Photograph of Atlanta factory workers from The Woman Engineer, 1921 (WES/IET Archives)

From the start, WES campaigned for equal pay and equal employment rights for women, as well as for the training of women in engineering skills and their entry into all the major engineering institutions. Although the battle against the Pre-War Practices Bill was ultimately lost, it had brought together a group of disparate individuals and united them behind a common purpose, making them more determined than ever to secure jobs for women in engineering. In alliance with the Electrical Association for Women, founded in 1924 by Caroline Haslett, campaigns by WES and similar bodies would eventually pave the way for the equality legislation of the 1970s.

Rachel Parsons argued for the need for women to organise, describing this approach as ‘the only royal road to victory in the industrial world’. She took her crusade into the political sphere, securing election to the London County Council, where she was an active participant in the Electricity Committee and the Highways Committee.

In the 1923 general election, she stood for the Conservative Party in the Lancashire seat of Ince, but was defeated by the long-standing Labour member; only eight women in total were elected. Her choice of the Conservatives was influenced by the long-standing opposition of the Labour-aligned engineering unions to the employment of women in industry.

Rachel remained active in politics for many years, repeatedly arguing with great passion for equal employment rights, but she was never selected for another parliamentary seat. An engineering career was also out of reach – since she had made the decision not to rejoin C. A. Parsons in Heaton after the war, it was impossible for her to find an equivalent position in another engineering firm. Her brother, Tommy, had been killed in action, and both her parents died in the early 1930s, leaving Rachel, as their sole heir, extremely rich.

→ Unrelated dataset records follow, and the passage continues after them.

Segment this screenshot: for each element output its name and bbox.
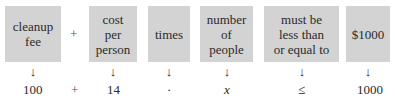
multiply-dot: · — [167, 82, 171, 98]
variable-x: x — [224, 82, 230, 98]
down-arrow-icon: ↓ — [23, 65, 43, 78]
down-arrow-icon: ↓ — [358, 65, 378, 78]
value-100: 100 — [23, 82, 43, 98]
down-arrow-icon: ↓ — [292, 65, 312, 78]
value-1000: 1000 — [357, 82, 383, 98]
box-cost-per-person: cost per person — [89, 6, 137, 62]
less-equal-symbol: ≤ — [298, 82, 305, 98]
box-1000-dollars: $1000 — [346, 6, 390, 62]
plus-operator: + — [71, 82, 78, 98]
box-times: times — [148, 6, 190, 62]
down-arrow-icon: ↓ — [217, 65, 237, 78]
down-arrow-icon: ↓ — [103, 65, 123, 78]
value-14: 14 — [107, 82, 120, 98]
down-arrow-icon: ↓ — [159, 65, 179, 78]
plus-operator: + — [70, 26, 77, 42]
box-less-than-or-equal: must be less than or equal to — [264, 6, 339, 62]
box-cleanup-fee: cleanup fee — [5, 6, 61, 62]
box-number-of-people: number of people — [200, 6, 253, 62]
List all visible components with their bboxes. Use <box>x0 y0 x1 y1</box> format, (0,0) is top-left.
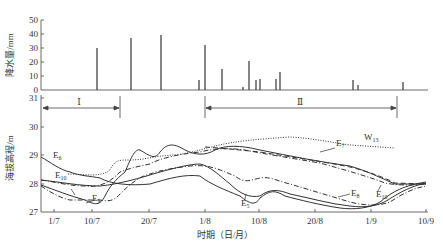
elev-tick-28: 28 <box>29 179 39 189</box>
series-w13 <box>68 137 395 175</box>
label-e5: E5 <box>241 198 250 209</box>
elevation-panel: 31 30 29 28 27 1/7 10/7 20/7 1/8 10/8 20… <box>4 93 434 240</box>
x-axis-label: 时期（日/月） <box>197 229 254 240</box>
x-tick-20-8: 20/8 <box>307 216 324 226</box>
period-markers <box>43 96 397 118</box>
rain-bars <box>97 35 403 90</box>
chart-figure: 50 40 30 20 10 0 降水量/mm <box>0 0 443 247</box>
x-tick-1-8: 1/8 <box>199 216 211 226</box>
label-e8: E8 <box>351 188 360 199</box>
label-e10-right: E10 <box>376 189 388 200</box>
elev-tick-29: 29 <box>29 150 39 160</box>
elev-y-label: 海拔高程/m <box>4 135 15 181</box>
rain-tick-40: 40 <box>29 29 39 39</box>
label-e9: E9 <box>92 193 101 204</box>
x-tick-20-7: 20/7 <box>141 216 158 226</box>
series-e10 <box>41 149 426 187</box>
elev-tick-27: 27 <box>29 207 39 217</box>
rain-tick-30: 30 <box>29 43 39 53</box>
elev-tick-31: 31 <box>29 93 38 103</box>
rain-y-label: 降水量/mm <box>4 33 15 77</box>
rain-tick-50: 50 <box>29 15 39 25</box>
x-tick-10-7: 10/7 <box>84 216 101 226</box>
period-2-label: Ⅱ <box>297 97 303 107</box>
x-tick-1-7: 1/7 <box>48 216 60 226</box>
label-w13: W13 <box>364 132 379 143</box>
rain-tick-20: 20 <box>29 57 39 67</box>
label-e6: E6 <box>53 150 62 161</box>
period-1-label: Ⅰ <box>77 97 81 107</box>
rain-tick-10: 10 <box>29 71 39 81</box>
label-e10-left: E10 <box>55 170 67 181</box>
x-tick-10-9: 10/9 <box>418 216 435 226</box>
label-e7: E7 <box>336 138 345 149</box>
x-tick-10-8: 10/8 <box>251 216 268 226</box>
elev-tick-30: 30 <box>29 122 39 132</box>
rainfall-panel: 50 40 30 20 10 0 降水量/mm <box>4 15 428 95</box>
x-tick-1-9: 1/9 <box>365 216 377 226</box>
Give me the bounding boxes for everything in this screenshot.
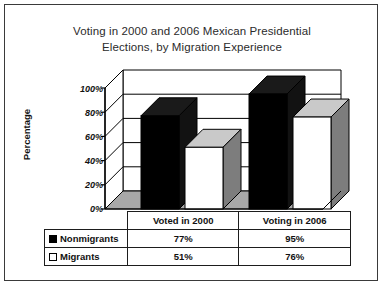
bar-migrants-2000 [185,129,241,209]
column-header-2006-label: Voting in 2006 [263,215,327,226]
legend-cell-migrants: Migrants [45,248,128,266]
bar-migrants-2006 [293,99,349,209]
hollow-square-icon [49,253,57,261]
legend-cell-nonmigrants: Nonmigrants [45,230,128,248]
data-table: Voted in 2000 Voting in 2006 Nonmigrants… [44,211,351,266]
value-migrants-2000: 51% [127,248,239,266]
bar-front-face [141,116,179,209]
column-header-2006: Voting in 2006 [239,212,351,230]
column-header-2000: Voted in 2000 [127,212,239,230]
legend-label-migrants: Migrants [60,251,100,262]
bar-front-face [293,117,331,209]
chart-frame: Voting in 2000 and 2006 Mexican Presiden… [4,4,378,281]
table-corner-cell [45,212,128,230]
value-nonmigrants-2000: 77% [127,230,239,248]
left-side-wall [105,70,123,209]
value-migrants-2006: 76% [239,248,351,266]
bar-front-face [185,147,223,209]
bar-front-face [249,94,287,209]
table-row-nonmigrants: Nonmigrants 77% 95% [45,230,351,248]
table-header-row: Voted in 2000 Voting in 2006 [45,212,351,230]
column-header-2000-label: Voted in 2000 [153,215,214,226]
solid-square-icon [49,235,57,243]
legend-label-nonmigrants: Nonmigrants [60,233,119,244]
table-row-migrants: Migrants 51% 76% [45,248,351,266]
value-nonmigrants-2006: 95% [239,230,351,248]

Disillusioned both professionally and politically, and without a family of her own, Rachel moved to Newmarket in Suffolk to start a new life as a racehorse owner and breeder. In 1947 she bought a 2,600-acre stud farm at nearby Cowlinge. Despite enjoying some success on the turf, she found the racing world as hostile to women as the engineering sphere, forcing her increasingly to take refuge in solitude.

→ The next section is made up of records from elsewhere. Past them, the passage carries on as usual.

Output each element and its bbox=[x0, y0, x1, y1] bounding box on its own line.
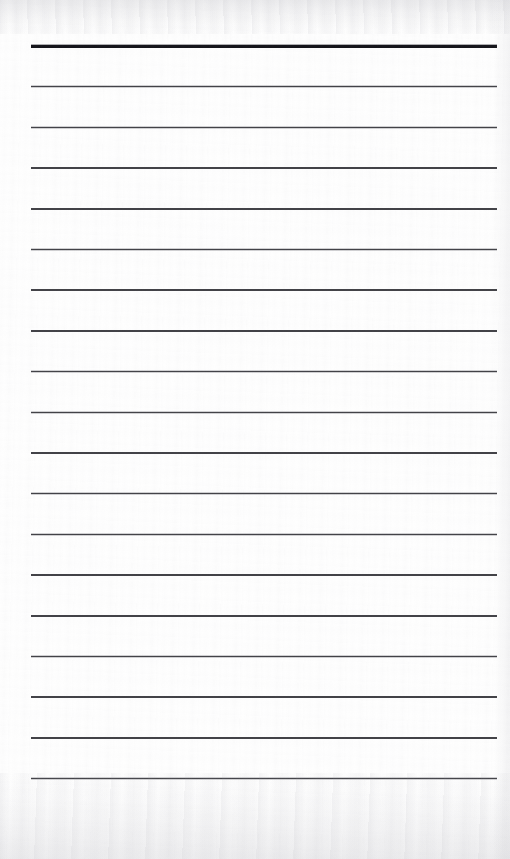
rule-line bbox=[31, 452, 497, 454]
rule-line bbox=[31, 656, 497, 658]
rule-line bbox=[31, 289, 497, 291]
rule-line bbox=[31, 249, 497, 251]
rule-line bbox=[31, 412, 497, 414]
rule-line bbox=[31, 615, 497, 617]
rule-line bbox=[31, 86, 497, 88]
rule-line bbox=[31, 534, 497, 536]
ruled-lines-layer bbox=[0, 0, 510, 859]
rule-line bbox=[31, 696, 497, 698]
scanned-page bbox=[0, 0, 510, 859]
header-rule-line bbox=[31, 45, 497, 48]
rule-line bbox=[31, 778, 497, 780]
rule-line bbox=[31, 574, 497, 576]
rule-line bbox=[31, 737, 497, 739]
rule-line bbox=[31, 127, 497, 129]
rule-line bbox=[31, 330, 497, 332]
rule-line bbox=[31, 208, 497, 210]
rule-line bbox=[31, 493, 497, 495]
rule-line bbox=[31, 371, 497, 373]
rule-line bbox=[31, 167, 497, 169]
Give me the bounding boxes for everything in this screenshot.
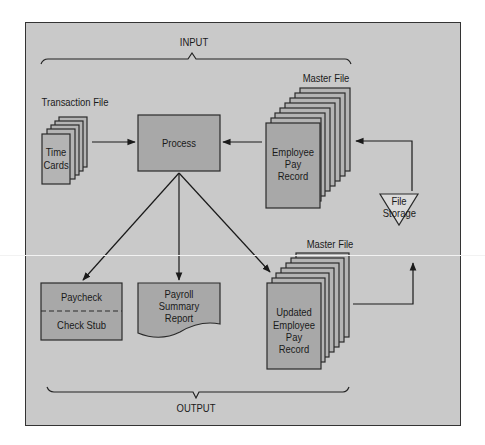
time-cards-label-line2: Cards	[43, 159, 68, 171]
time-cards-label-line1: Time	[43, 146, 68, 158]
paycheck-label: Paycheck	[45, 291, 118, 303]
scan-artifact-line	[0, 255, 485, 256]
check-stub-label: Check Stub	[45, 319, 118, 331]
output-brace	[47, 387, 349, 398]
edge-process-to-paycheck	[83, 173, 179, 280]
file-storage-line2: Storage	[383, 207, 415, 219]
report-line1: Payroll	[142, 288, 216, 300]
employee-pay-record-line3: Record	[269, 170, 318, 182]
employee-pay-record-line1: Employee	[269, 146, 318, 158]
output-label: OUTPUT	[173, 402, 220, 414]
updated-record-line2: Employee	[270, 319, 319, 331]
edge-updated-record-to-storage	[353, 263, 413, 304]
employee-pay-record-line2: Pay	[269, 158, 318, 170]
updated-record-line3: Pay	[270, 331, 319, 343]
input-label: INPUT	[174, 36, 214, 48]
report-line2: Summary	[142, 300, 216, 312]
process-label: Process	[142, 137, 216, 149]
master-file-bottom-label: Master File	[303, 238, 357, 250]
updated-record-line1: Updated	[270, 306, 319, 318]
edge-storage-to-payrecord	[356, 141, 412, 191]
report-line3: Report	[142, 312, 216, 324]
master-file-top-label: Master File	[299, 72, 353, 84]
file-storage-line1: File	[386, 195, 413, 207]
updated-record-line4: Record	[270, 343, 319, 355]
diagram-canvas	[0, 0, 485, 445]
edge-process-to-updated-record	[179, 173, 270, 272]
transaction-file-label: Transaction File	[35, 96, 116, 108]
input-brace	[41, 53, 351, 64]
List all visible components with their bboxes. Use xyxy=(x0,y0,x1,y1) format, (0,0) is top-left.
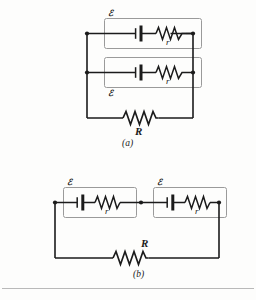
internal-resistance-label-b1: r xyxy=(105,207,109,216)
battery-cell-icon-a1 xyxy=(136,26,141,42)
battery-cell-icon-b2 xyxy=(167,195,173,211)
circuit-diagram-svg xyxy=(0,0,256,300)
load-resistor-label-a: R xyxy=(135,126,142,137)
emf-label-a1: ℰ xyxy=(108,9,113,18)
junction-node-a-top-right xyxy=(191,31,195,35)
circuit-b-group xyxy=(53,188,227,265)
page-divider-rule xyxy=(2,288,254,289)
junction-node-a-mid-left xyxy=(85,70,89,74)
resistor-zigzag-icon-b-load xyxy=(113,252,149,265)
internal-resistance-label-a1: r xyxy=(166,38,170,47)
emf-label-a2: ℰ xyxy=(108,89,113,98)
figure-root: ℰ r ℰ r R (a) ℰ r ℰ r R (b) xyxy=(0,0,256,300)
resistor-zigzag-icon-a2 xyxy=(156,67,186,79)
emf-label-b1: ℰ xyxy=(67,178,72,187)
emf-label-b2: ℰ xyxy=(157,178,162,187)
circuit-a-group xyxy=(85,19,202,125)
junction-node-a-mid-right xyxy=(191,70,195,74)
load-resistor-label-b: R xyxy=(141,238,148,249)
battery-cell-icon-a2 xyxy=(136,65,141,81)
junction-node-b-center xyxy=(139,200,143,204)
caption-b: (b) xyxy=(133,270,144,280)
junction-node-b-left xyxy=(53,200,57,204)
caption-a: (a) xyxy=(122,139,133,149)
resistor-zigzag-icon-a-load xyxy=(123,112,159,125)
battery-cell-icon-b1 xyxy=(77,195,83,211)
junction-node-a-top-left xyxy=(85,31,89,35)
junction-node-b-right xyxy=(217,200,221,204)
internal-resistance-label-a2: r xyxy=(166,77,170,86)
internal-resistance-label-b2: r xyxy=(195,207,199,216)
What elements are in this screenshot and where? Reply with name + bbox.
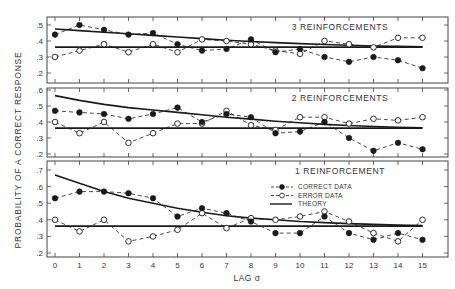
error-data-point xyxy=(150,234,156,240)
x-tick-label: 6 xyxy=(200,261,205,270)
correct-data-point xyxy=(199,205,205,211)
error-data-point xyxy=(371,230,377,236)
correct-data-point xyxy=(175,214,181,220)
y-tick-label: .5 xyxy=(36,21,43,30)
panel-1: .2.3.4.53 REINFORCEMENTS xyxy=(36,17,448,83)
correct-data-point xyxy=(273,230,279,236)
error-data-point xyxy=(420,114,426,120)
chart-canvas: .2.3.4.53 REINFORCEMENTS.2.3.4.5.62 REIN… xyxy=(0,0,455,289)
y-tick-label: .5 xyxy=(36,102,43,111)
error-data-point xyxy=(126,239,132,245)
correct-data-point xyxy=(395,57,401,63)
error-data-point xyxy=(175,49,181,55)
correct-data-point xyxy=(224,111,230,117)
correct-data-point xyxy=(297,129,303,135)
error-data-point xyxy=(101,41,107,47)
x-tick-label: 11 xyxy=(320,261,329,270)
y-tick-label: .6 xyxy=(36,86,43,95)
y-tick-label: .2 xyxy=(36,150,43,159)
correct-data-point xyxy=(420,237,426,243)
panel-title: 3 REINFORCEMENTS xyxy=(292,22,389,32)
x-tick-label: 1 xyxy=(77,261,82,270)
error-data-point xyxy=(395,239,401,245)
error-data-point xyxy=(322,38,328,44)
error-data-point xyxy=(371,116,377,122)
legend-correct-marker xyxy=(280,185,285,190)
correct-data-point xyxy=(199,119,205,125)
error-data-point xyxy=(175,121,181,127)
legend-label: THEORY xyxy=(298,200,327,207)
correct-data-point xyxy=(297,46,303,52)
correct-data-point xyxy=(322,54,328,60)
correct-data-point xyxy=(77,22,83,28)
y-axis-label: PROBABILITY OF A CORRECT RESPONSE xyxy=(13,51,23,248)
x-tick-label: 0 xyxy=(53,261,58,270)
error-data-point xyxy=(273,217,279,223)
correct-data-line xyxy=(55,108,423,151)
error-data-point xyxy=(101,119,107,125)
panel-title: 2 REINFORCEMENTS xyxy=(292,93,389,103)
correct-data-point xyxy=(175,105,181,111)
correct-data-point xyxy=(273,130,279,136)
error-data-point xyxy=(77,48,83,54)
y-tick-label: .6 xyxy=(36,183,43,192)
error-data-point xyxy=(346,219,352,225)
y-tick-label: .2 xyxy=(36,69,43,78)
correct-data-point xyxy=(199,48,205,54)
correct-data-point xyxy=(150,111,156,117)
correct-data-point xyxy=(224,46,230,52)
error-data-point xyxy=(199,37,205,43)
correct-data-point xyxy=(175,41,181,47)
x-tick-label: 7 xyxy=(224,261,229,270)
y-tick-label: .4 xyxy=(36,37,43,46)
x-tick-label: 9 xyxy=(273,261,278,270)
error-data-point xyxy=(126,140,132,146)
error-data-point xyxy=(420,35,426,41)
correct-data-point xyxy=(371,148,377,154)
error-data-point xyxy=(126,49,132,55)
x-tick-label: 13 xyxy=(369,261,378,270)
x-tick-label: 2 xyxy=(102,261,107,270)
panels: .2.3.4.53 REINFORCEMENTS.2.3.4.5.62 REIN… xyxy=(36,17,448,270)
x-tick-label: 4 xyxy=(151,261,156,270)
panel-2: .2.3.4.5.62 REINFORCEMENTS xyxy=(36,86,448,159)
error-data-point xyxy=(346,41,352,47)
error-data-point xyxy=(420,217,426,223)
correct-data-point xyxy=(322,119,328,125)
correct-data-point xyxy=(52,32,58,38)
correct-data-point xyxy=(77,110,83,116)
y-tick-label: .3 xyxy=(36,134,43,143)
y-tick-label: .3 xyxy=(36,53,43,62)
correct-data-point xyxy=(150,30,156,36)
y-tick-label: .2 xyxy=(36,249,43,258)
correct-data-point xyxy=(150,195,156,201)
panel-title: 1 REINFORCEMENT xyxy=(295,166,385,176)
error-data-point xyxy=(248,122,254,128)
legend-label: ERROR DATA xyxy=(298,192,343,199)
error-data-point xyxy=(175,227,181,233)
panel-frame xyxy=(47,161,448,257)
x-tick-label: 12 xyxy=(345,261,354,270)
correct-data-point xyxy=(126,116,132,122)
error-data-point xyxy=(224,225,230,231)
error-data-point xyxy=(150,41,156,47)
correct-data-point xyxy=(395,230,401,236)
error-data-point xyxy=(371,45,377,51)
correct-data-point xyxy=(101,111,107,117)
error-data-point xyxy=(77,229,83,235)
legend: CORRECT DATAERROR DATATHEORY xyxy=(270,183,352,207)
correct-data-point xyxy=(101,189,107,195)
error-data-point xyxy=(77,130,83,136)
correct-data-point xyxy=(395,140,401,146)
error-data-point xyxy=(346,121,352,127)
legend-label: CORRECT DATA xyxy=(298,183,352,190)
correct-data-point xyxy=(52,195,58,201)
correct-data-point xyxy=(52,108,58,114)
correct-data-point xyxy=(77,189,83,195)
x-tick-label: 14 xyxy=(394,261,403,270)
correct-data-point xyxy=(101,27,107,33)
correct-data-line xyxy=(55,192,423,240)
theory-curve xyxy=(55,175,423,226)
error-data-point xyxy=(297,114,303,120)
error-data-point xyxy=(52,54,58,60)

She also made enemies – men who resented being told what to do by an intelligent, articulate woman who was used to getting her own way. If she lost her temper, which often happened, it made things worse. Newspaper reports after her death suggested that farm managers, stable workers and domestic staff had come and gone in quick succession. None of the news media gave any prominence to her career as an engineer, her role in WES, or her involvement in politics.

Charged with murder, the stableman Dennis Pratt complained that Rachel had repeatedly failed to give him holiday money to which he was entitled. When he asked her for it, she refused, hit him on the head with her handbag, and called him a ’guttersnipe’. It emerged at the trial that Pratt had picked up an iron bar ‘in self-defence’ and smashed her on the head three times, causing her death. 

Rachel’s fierce independence of spirit – interpreted by the defence as aggressiveness and eccentricity – told against the 71-year-old victim. Witnesses spoke about her in the most disparaging terms, culminating in claims that she was ‘wicked’ and ‘a she-devil’ – someone who, it was implied, deserved what was coming to her. In the event, Pratt was convicted not of murder but of manslaughter on the grounds of provocation. He was sentenced to ten years’ imprisonment.

Like many other prominent women in history, Rachel was judged in her own day by contemporary expectations of female behaviour. It is only with the benefit of hindsight – as the Women’s Engineering Society celebrates its centenary – that we can appreciate her achievements for what they were and re-evaluate her contribution to the advance of feminism, both in the engineering sphere and beyond.

Henrietta Heald is the author of Magnificent Women and Their Revolutionary Machines (Unbound, 2019), published to mark the centenary of the Women’s Engineering Society.